Over billions of years, the Moon's surface has been bombarded by solar wind, which carries high-energy particles that include a highly sought-after resource, helium-3. Although the element is rare on Earth, it has recently become in demand by many industries, including Those working in quantum computing and nuclear fusion reactors.
Helium-3 has been deemed so valuable that one company is willing to go to the moon to get it. Seattle-based startup Interlune recently announced that it has raised $15 million in funding as part of its plan to harvest and sell natural resources from the moon. The company wants to initially focus on harvesting helium-3, which it can sell to government and commercial customers in the national security, quantum computing, medical imaging, and fusion energy industries. Interlune.
“There is growing demand for helium-3 across thriving and potentially mega-industries,” Alexis Ohanian, one of the lead investors in Interlon’s latest funding round, said in a statement. “We invested in Interlune because access to the abundant cache of Helium-3 and other precious natural resources on the Moon and beyond will unlock or accelerate technological advances currently hampered by a lack of supply.”

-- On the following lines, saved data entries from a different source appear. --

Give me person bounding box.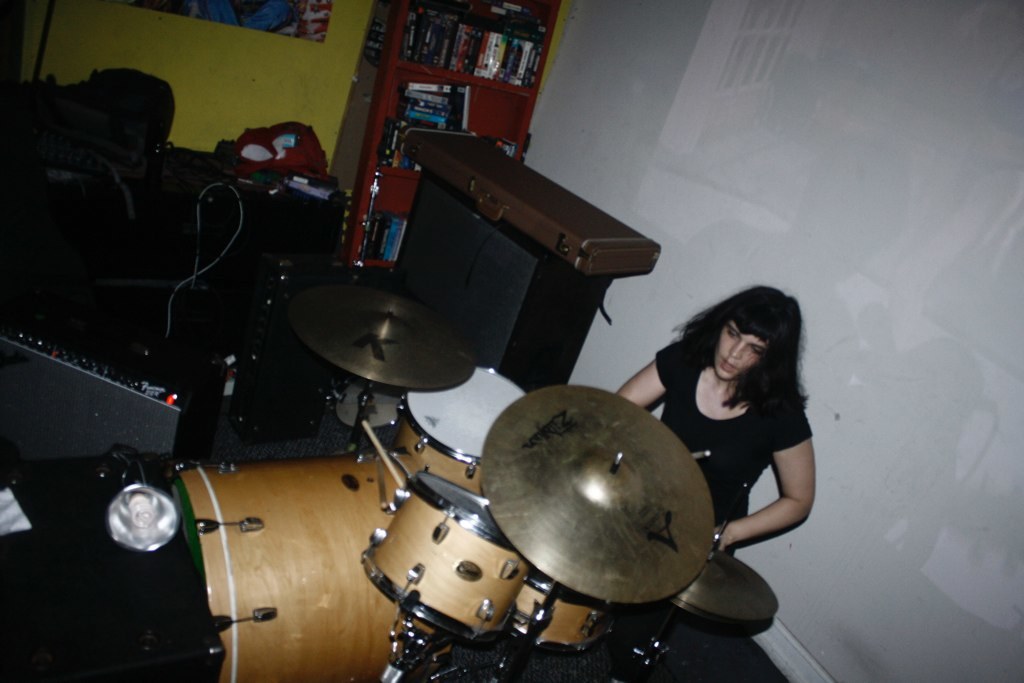
pyautogui.locateOnScreen(644, 250, 824, 649).
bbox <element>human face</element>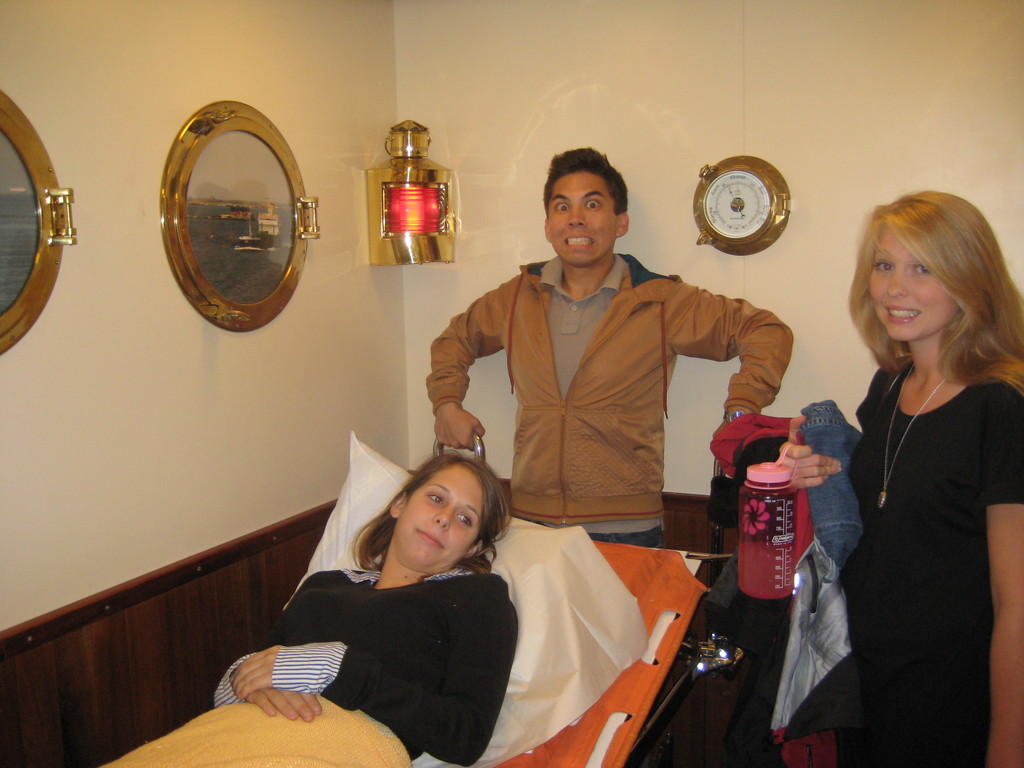
<region>869, 224, 959, 343</region>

Interlune was founded in 2020 by former Blue Origin president Rob Meyerson and former chief architect Gary Lai, as well as Harrison Schmitt, the only living member of Apollo 17 — NASA's last manned mission to the moon. “For the first time in history, harvesting natural resources from the moon has become technologically and economically possible,” Merson said in a statement.
This is certainly possible, but the company still needs to develop a way to do it. The latest round of funding is a good start, but there is still a long way to go. Interlune is designing its first robotic lander, which will check helium-3 levels at the lunar site the company has chosen for its initial run.
Although still in its early stages, Interlune hopes to launch a new era for the lunar economy, becoming the first to harvest and sell natural resources extracted from the Moon. According to the Space Resources Exploration and Use ActWhich was issued in 2015, any resource obtained in space is the property of the entity that extracted it.
an idea Extract resources from the moon and other celestial bodies This idea has been floating around for some time, but very few companies have taken any substantive steps toward realizing it. NASA recently announced the same Plans to explore harvest sources from the Moon Within the next ten years to support Artemis' plans, hoping to establish large-scale mining of lunar debris by 2032 and extract resources such as water, iron and rare metals.
Space certainly has all the right things, but there is still a lot of groundwork to do before we can start selling cosmic resources. Since there are no regulations in place yet, there is also the added risk of a race to extract as much resources as possible, or change the composition of the Moon or other objects in space.